Is Trussonomics making a comeback? That’s the suggestion today, as Jeremy Hunt was recorded on the campaign trail telling students that Liz Truss’s goals for the economy were a ‘good thing to aim for’. As Chancellor, he said, he was ‘trying to basically achieve some of the same things’ as Truss, but ‘more gradually’ compared to the former prime minister’s timeline.
Is this a gotcha moment? Labour think so, insisting that Hunt’s comments show an ongoing ‘addiction to dangerous Trussonomics’. It’s a stretch, not least because Hunt is credited with undoing almost every part of Truss’s so-called mini-Budget, when he replaced Kwasi Kwarteng as Chancellor just weeks into her premiership. Hunt is better described as the executioner of Trussonomics than its saviour.

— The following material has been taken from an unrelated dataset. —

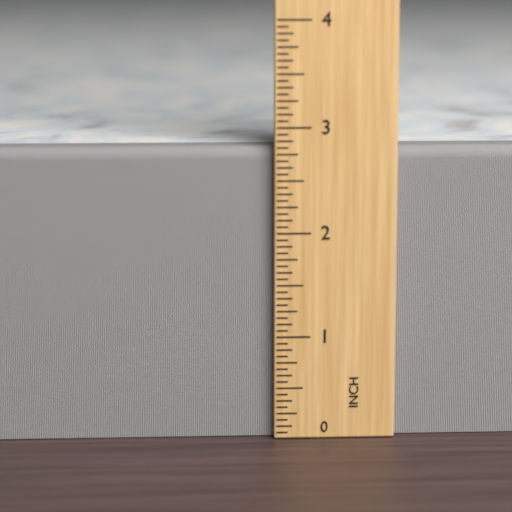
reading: 2.8125 in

If Hunt is guilty of leaning into the Truss agenda, Labour are even bigger culprits
Still, Truss and her ideas are a very active part of this campaign – and not just because she remains Labour’s favourite talking point in debates. Economic growth has become the dominant policy promise in this election. It is how both the Tories and Labour insist they will continue to support public services and get the tax burden down (in the long run). If Hunt is guilty of leaning into the Truss agenda, Labour are even bigger culprits. Chunks of the party’s manifesto, including its chapter ‘Kickstart economic growth’ read like an ode to Truss’s economic outlook: that growth is not just one solution, but the only solution, to increasing and sustaining prosperity.
But are ‘growth’ and ‘Trussonomics’ really synonyms for each other? If there is any silver lining to Truss’s 49 days in No. 10, it’s that she put significant pressure on both her own party and other parties to start talking again about the merits of growth. Politicians started showing off their pro-growth credentials to avoid being lumped in with her infamous ‘anti-growth coalition’. And they haven’t let up.
But Trussonomics was, in the end, not really an experiment in economic growth. Rather, it was an experiment in mass-borrowing for more spending and tax cuts (mostly for the former). Truss’s mini-Budget was asking the markets to fund more than £100 billion for one year of her energy price controls, on top of a package of tax cuts worth £45 billion. All the policy changes required to seriously kickstart growth – planning reform, healthcare reform, rejigging regulation – were never mentioned during her short time as prime minister. Despite insisting that such announcements would have been made eventually, Truss opted for the spending frenzy before doing the hard work to actually boost GDP figures.
As I noted last week on Coffee House, as party manifestos were being published, real economic growth can alleviate the painful decision to use tax rises or spending cuts to plug the holes in the public finances. But hypothetical talk of growth achieves nothing. That’s what Truss learned the hard way: in an era of higher interest rates, talk has become cheap. Markets want a lot more than optimistic language about economic growth and prosperity, if they are to keep lending.
In that sense, Trussonomics does seem to be having a resurgence, as Labour, the Tories and Reform are all relying on the idea that growth figures will change the medium-term outlook for the public finances. Yet all remain extremely light on detail about how they might liberate the British economy to see this realised.
In that sense, there is a lot of ‘Trussonomics’ floating around this campaign. But it’s not reflected in generalised comments about the merits of growth. It’s reflected in the unwillingness to acknowledge what actually needs to be done to achieve it.